Hi,
I'm thinking of upgrading from my Starboard Foil 147 (essentially a foil-ready slalom board from a few years ago) to a Junior IQ foil board. I've experimented with using long harness lines on my current board but have found it impossible to keep enough pressure in the harness lines and have had to revert to short lines with an upright stance. Is this down to the board not being wide enough at the tail or is it more likely to be a question of technique? I'm considering upgrading to a Junior IQ foil board (I'm light at 72kg) and am hoping this would enable me to try longer lines.
Guessing both gear and technique. The wider tail will very much help, especially when you are going upwind and have a much more square body stance but the IQ jr is a bit more narrow so you'll be a bit "closer to the rig" when it's vertical. What foil are you using? How high is your boom?
Thanks for your helpful reply! I'm on some 'junior' permutation of the IQ foil with an alloy vertical section and 900 front wing. I'm basically riding with my boom at the very top of the cut out to ensure I can keep pressure through the harness lines.
I'm not the fastest but when sending it downwind to try to go fast I get my hips really low in long lines. On upwind I like to shorten them and try to maintain a taller stance if I'm really trying for angles, but I sail my race kit pretty casually compared to the pros.
Really depends on angle to the wind and stance, and I'm on the 95cm wide not the 85 wide. I'd probably go a little bit longer even if I used the rear straps more often.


= Task directions =
Below are the records; copy each line in them that holds the word "style".

•••••

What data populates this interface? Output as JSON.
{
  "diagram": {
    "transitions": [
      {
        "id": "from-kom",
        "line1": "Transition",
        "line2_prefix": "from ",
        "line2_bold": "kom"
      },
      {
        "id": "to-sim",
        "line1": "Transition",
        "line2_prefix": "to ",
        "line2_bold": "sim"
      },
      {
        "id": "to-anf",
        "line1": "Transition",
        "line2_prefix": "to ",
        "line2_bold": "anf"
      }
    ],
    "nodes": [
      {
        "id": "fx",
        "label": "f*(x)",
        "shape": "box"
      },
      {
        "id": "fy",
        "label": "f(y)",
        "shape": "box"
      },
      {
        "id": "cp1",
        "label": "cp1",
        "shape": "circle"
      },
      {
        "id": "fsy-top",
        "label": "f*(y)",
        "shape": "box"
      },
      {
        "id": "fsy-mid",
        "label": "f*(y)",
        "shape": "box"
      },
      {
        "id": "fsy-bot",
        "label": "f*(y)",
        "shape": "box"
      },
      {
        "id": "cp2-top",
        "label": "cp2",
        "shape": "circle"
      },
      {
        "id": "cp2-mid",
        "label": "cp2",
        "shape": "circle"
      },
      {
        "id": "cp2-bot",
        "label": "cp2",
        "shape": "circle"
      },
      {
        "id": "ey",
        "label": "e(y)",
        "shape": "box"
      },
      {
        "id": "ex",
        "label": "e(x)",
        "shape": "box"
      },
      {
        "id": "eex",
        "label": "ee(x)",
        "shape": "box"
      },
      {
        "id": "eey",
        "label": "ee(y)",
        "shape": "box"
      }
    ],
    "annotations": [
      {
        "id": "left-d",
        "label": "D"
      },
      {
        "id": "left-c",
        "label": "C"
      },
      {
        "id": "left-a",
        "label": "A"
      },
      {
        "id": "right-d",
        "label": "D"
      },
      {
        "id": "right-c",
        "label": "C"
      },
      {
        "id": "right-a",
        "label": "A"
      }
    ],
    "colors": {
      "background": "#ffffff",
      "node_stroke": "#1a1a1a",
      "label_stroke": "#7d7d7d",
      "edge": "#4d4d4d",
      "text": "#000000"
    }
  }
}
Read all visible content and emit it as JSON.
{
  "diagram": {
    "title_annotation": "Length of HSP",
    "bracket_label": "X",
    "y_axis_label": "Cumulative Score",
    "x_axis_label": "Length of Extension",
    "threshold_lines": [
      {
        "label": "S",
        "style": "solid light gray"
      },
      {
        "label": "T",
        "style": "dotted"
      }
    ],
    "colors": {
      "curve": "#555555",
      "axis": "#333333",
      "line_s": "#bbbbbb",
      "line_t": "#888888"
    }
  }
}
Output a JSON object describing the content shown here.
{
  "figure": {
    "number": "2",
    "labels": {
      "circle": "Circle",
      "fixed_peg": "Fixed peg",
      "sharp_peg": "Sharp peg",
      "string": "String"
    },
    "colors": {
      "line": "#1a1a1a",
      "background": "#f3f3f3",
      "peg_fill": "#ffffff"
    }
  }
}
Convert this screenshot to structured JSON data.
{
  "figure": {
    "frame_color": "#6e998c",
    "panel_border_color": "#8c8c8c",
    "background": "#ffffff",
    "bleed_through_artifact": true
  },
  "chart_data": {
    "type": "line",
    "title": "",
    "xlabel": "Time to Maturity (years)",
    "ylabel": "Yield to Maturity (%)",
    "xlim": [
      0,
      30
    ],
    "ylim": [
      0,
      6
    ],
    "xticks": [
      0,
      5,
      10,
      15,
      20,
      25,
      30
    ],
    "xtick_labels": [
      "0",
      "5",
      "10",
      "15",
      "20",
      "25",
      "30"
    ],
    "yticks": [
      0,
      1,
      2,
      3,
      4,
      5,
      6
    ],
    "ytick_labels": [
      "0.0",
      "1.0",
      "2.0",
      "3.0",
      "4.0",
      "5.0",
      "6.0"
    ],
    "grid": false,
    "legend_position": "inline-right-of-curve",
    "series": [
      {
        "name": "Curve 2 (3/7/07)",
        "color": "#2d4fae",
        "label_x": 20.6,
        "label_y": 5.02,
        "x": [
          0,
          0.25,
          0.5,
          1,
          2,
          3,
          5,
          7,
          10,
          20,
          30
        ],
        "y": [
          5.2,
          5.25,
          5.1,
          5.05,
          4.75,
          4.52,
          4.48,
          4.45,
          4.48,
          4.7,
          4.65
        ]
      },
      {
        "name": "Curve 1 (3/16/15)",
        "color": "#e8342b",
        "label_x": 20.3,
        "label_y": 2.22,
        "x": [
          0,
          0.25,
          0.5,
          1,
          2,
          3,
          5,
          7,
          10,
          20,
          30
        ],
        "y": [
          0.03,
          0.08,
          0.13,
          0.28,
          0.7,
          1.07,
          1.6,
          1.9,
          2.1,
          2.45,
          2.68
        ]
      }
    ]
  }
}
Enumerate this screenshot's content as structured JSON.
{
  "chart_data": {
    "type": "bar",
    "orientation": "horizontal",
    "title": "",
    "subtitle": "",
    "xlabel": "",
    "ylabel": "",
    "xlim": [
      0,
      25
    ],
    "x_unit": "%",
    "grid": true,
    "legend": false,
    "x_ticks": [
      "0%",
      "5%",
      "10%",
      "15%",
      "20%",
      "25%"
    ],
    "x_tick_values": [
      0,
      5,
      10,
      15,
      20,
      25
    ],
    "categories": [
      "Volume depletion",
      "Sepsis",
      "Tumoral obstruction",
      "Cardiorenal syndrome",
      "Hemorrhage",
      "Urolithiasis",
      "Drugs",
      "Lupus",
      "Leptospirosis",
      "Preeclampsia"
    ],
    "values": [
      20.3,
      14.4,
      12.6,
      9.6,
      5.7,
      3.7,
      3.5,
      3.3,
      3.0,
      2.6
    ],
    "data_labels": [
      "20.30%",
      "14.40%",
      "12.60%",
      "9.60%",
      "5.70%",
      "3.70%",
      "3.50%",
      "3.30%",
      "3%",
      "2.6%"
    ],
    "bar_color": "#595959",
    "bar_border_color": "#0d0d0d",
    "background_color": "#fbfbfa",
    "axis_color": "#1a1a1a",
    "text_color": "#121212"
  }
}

•••••

= Solution to the problem =
        "style": "solid light gray"
        "style": "dotted"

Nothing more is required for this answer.